Rachel: How has your practice evolved over time?
Ellis: I have been influenced by our ongoing clinical collaborations. You and I come from different ends of the psychotherapy spectrum, with your roots more in CBT and exposure work, and mine more in experiential and mindfulness based work. My experience has been that psychotherapy is complex and challenging work, and I need to utilize every tool and approach I can in service of the client. In the last few years, I have been incorporating elements of Exposure Response Prevention (ERP) for clients with various forms of anxiety, including social anxiety. It’s very satisfying to witness people doing what they previously thought was not possible, and how this flows through to improved self-esteem and a bigger overall life. I can recognize that in vivo exposures are a very direct form of experiential work. Whether it’s mindfulness based or in vivo, I believe that new experiences are a core part of the change process.

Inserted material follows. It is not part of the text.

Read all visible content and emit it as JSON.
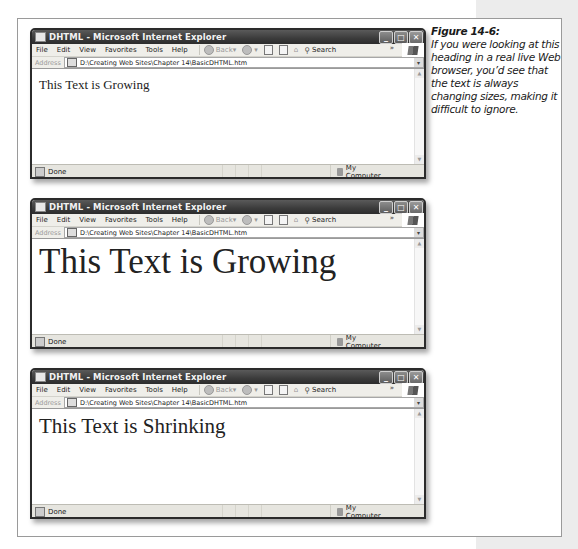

Rachel: One of the things I really appreciate about our friendship is your intellectual curiosity, openness, and love of learning. I can always count on you for thoughtful recommendations—books, trainings, and resources across many therapeutic modalities. I’m curious whether you see these values show up in your therapeutic work with clients, and what you enjoy most about being a therapist.
Ellis: As much as possible, I try not to build walls between the various systems of knowledge I have. For example, if I can draw from my background in science or economics or business to communicate better with clients, I surely will try. A lot of building a therapeutic relationship is forming a whole new language that only two people can speak. I have observed that the language people bring into therapy is heavily shaped by the language of their work and educational backgrounds. If someone is frequently thinking about risk or optimization or abstract modeling in their work, it usually finds some way of impacting how they think and experience the rest of their lives. Sometimes I draw on knowledge far afield from therapy to connect with a client and speak some of their language. This can help build a sense of mutual understanding and hopefully trust. And if our work gets there, I might help them do mindfulness based work, where they experience below the level of language, more in emotion and body states. This is typically where the most change occurs in people. In this multifaceted change process, I have to draw on many diffuse parts of myself, including the more technical and problem solving focused part, the part of me that is constantly trying to improve my communication with clients, the part of me drawn to mindfulness, and the more humanistic part of me. I enjoy utilizing as much as myself as possible to help people work through extremely complex challenges in therapy.
Rachel: Is there anything else you’d like to share with readers about yourself or your practice?
Ellis: I have great conviction in how much people can change. I can’t stress enough how much transformation can occur in one person. I am excited to witness it.
Rachel: Thank you so much for taking the time to answer my questions and for the work that you do. I value consultation deeply and am grateful that we’ve stayed in touch and maintained our friendship.